"the same dick that brought the tempest"

I was not in top form in my first days on this cursed isle. I was, one might say, a little depressed. Had there been no one around to see me, I would have shut off the hysterical waterworks and pulled myself together, at least a bit. But there were two seagulls, and, in my maudlin fury, I will admit that I dragged it out. The fortuitous barrel that bobbed me to life was full of tapioca powder and, having been not quite watertight, was consequently full of a salty, clumpy saccharine mess that oozed out into a puddle around me. For a week, I did nothing but lie in that pudding, make mucky angels, cuddle with it, and scoop handful after handful into my mouth while weeping and occasionally trying to convince the chary birds to join me in my endless feast. Their non-response only infuriated me further, which manifested itself in a further gorging and blubbering confession to them about how much I’ve always respected seagulls because they know how to hold it together no matter what people say about them, they just don’t care and do what they got to do. On a related note, I must be history’s only castaway to have put on weight in the first days of wreckage.

Fortunately, this unitary diet produced a terrific set of stomach cramps and so, less because of any willpower and more because of my strange shame at the thought of relieving myself in front of a beaked audience, I dragged my swollen frame up from the sticky concrete beach onto which I had been deposited and turned, for the first time, to face the obscure island behind me.

This island was, to my surprise, neither desert nor rock but city. I whooped with joy as I loped, bent-double in pain, toward the first building near me, a little cafe. There was no one inside, but all the better, because I didn’t have any money and I didn’t want to have to ask to use their facilities with them knowing I wasn’t going to buy anything while hearing the horrid sounds from the bagno, or pretending that I would get a coffee after and then needing to act as if I had somehow just noticed that I had lost my wallet and letting my feigned panic function as an excuse to rush out without purchase.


__ASSIGNMENT__. What you return should match every record exactly, with the images removed.

BEGIN STORED DATA

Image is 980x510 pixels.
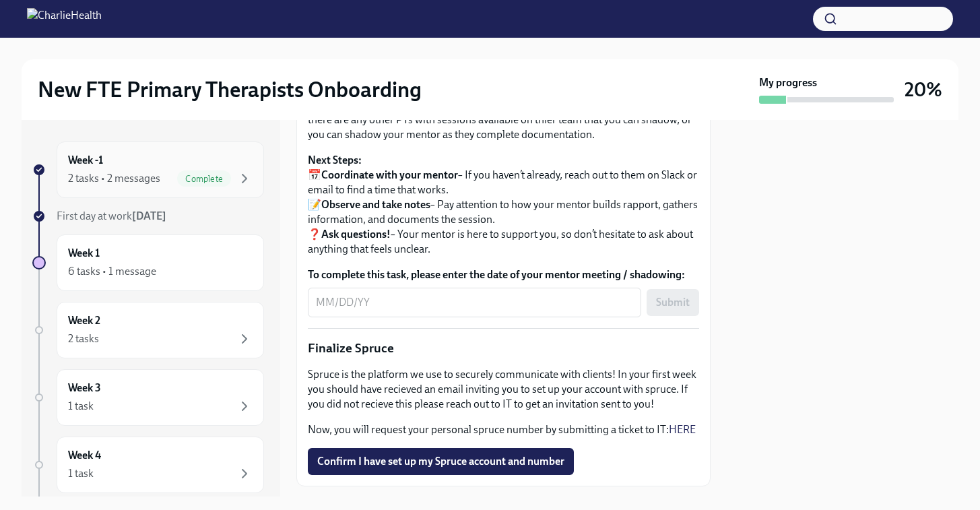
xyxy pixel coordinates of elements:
[57,209,167,223] span: First day at work
[318,455,564,468] span: Confirm I have set up my Spruce account and number
[308,153,699,256] p: 📅 – If you haven’t already, reach out to them on Slack or email to find a time that works. 📝 – Pa...
[68,332,99,346] div: 2 tasks
[32,234,264,291] a: Week 16 tasks • 1 message
[68,448,101,463] h6: Week 4
[308,448,574,475] button: Confirm I have set up my Spruce account and number
[68,246,99,261] h6: Week 1
[32,141,264,198] a: Week -12 tasks • 2 messagesComplete
[308,267,699,282] label: To complete this task, please enter the date of your mentor meeting / shadowing:
[38,76,421,103] h2: New FTE Primary Therapists Onboarding
[32,436,264,493] a: Week 41 task
[68,153,103,168] h6: Week -1
[68,381,101,396] h6: Week 3
[321,198,430,211] strong: Observe and take notes
[308,340,699,357] p: Finalize Spruce
[32,369,264,426] a: Week 31 task
[68,467,94,481] div: 1 task
[132,209,167,223] strong: [DATE]
[905,77,942,102] h3: 20%
[308,367,699,412] p: Spruce is the platform we use to securely communicate with clients! In your first week you should...
[321,228,390,240] strong: Ask questions!
[68,313,100,328] h6: Week 2
[177,174,231,184] span: Complete
[68,171,161,186] div: 2 tasks • 2 messages
[27,8,102,29] img: CharlieHealth
[321,169,458,181] strong: Coordinate with your mentor
[32,208,264,224] a: First day at work[DATE]
[308,153,362,167] strong: Next Steps:
[759,75,817,90] strong: My progress
[308,422,699,437] p: Now, you will request your personal spruce number by submitting a ticket to IT:
[32,302,264,358] a: Week 22 tasks
[68,264,156,279] div: 6 tasks • 1 message
[68,399,94,413] div: 1 task
[669,423,695,435] a: HERE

END STORED DATA

__SOLUTION TO THE PROBLEM__.
Image is 980x510 pixels.
xyxy pixel coordinates of elements:
[57,209,167,223] span: First day at work
[318,455,564,468] span: Confirm I have set up my Spruce account and number
[308,153,699,256] p: 📅 – If you haven’t already, reach out to them on Slack or email to find a time that works. 📝 – Pa...
[68,332,99,346] div: 2 tasks
[32,234,264,291] a: Week 16 tasks • 1 message
[68,448,101,463] h6: Week 4
[308,448,574,475] button: Confirm I have set up my Spruce account and number
[68,246,99,261] h6: Week 1
[32,141,264,198] a: Week -12 tasks • 2 messagesComplete
[308,267,699,282] label: To complete this task, please enter the date of your mentor meeting / shadowing:
[38,76,421,103] h2: New FTE Primary Therapists Onboarding
[32,436,264,493] a: Week 41 task
[68,153,103,168] h6: Week -1
[68,381,101,396] h6: Week 3
[321,198,430,211] strong: Observe and take notes
[308,340,699,357] p: Finalize Spruce
[32,369,264,426] a: Week 31 task
[68,467,94,481] div: 1 task
[132,209,167,223] strong: [DATE]
[905,77,942,102] h3: 20%
[308,367,699,412] p: Spruce is the platform we use to securely communicate with clients! In your first week you should...
[321,228,390,240] strong: Ask questions!
[68,313,100,328] h6: Week 2
[177,174,231,184] span: Complete
[68,171,161,186] div: 2 tasks • 2 messages
[27,8,102,29] img: CharlieHealth
[321,169,458,181] strong: Coordinate with your mentor
[32,208,264,224] a: First day at work[DATE]
[308,153,362,167] strong: Next Steps:
[759,75,817,90] strong: My progress
[308,422,699,437] p: Now, you will request your personal spruce number by submitting a ticket to IT:
[32,302,264,358] a: Week 22 tasks
[68,264,156,279] div: 6 tasks • 1 message
[68,399,94,413] div: 1 task
[669,423,695,435] a: HERE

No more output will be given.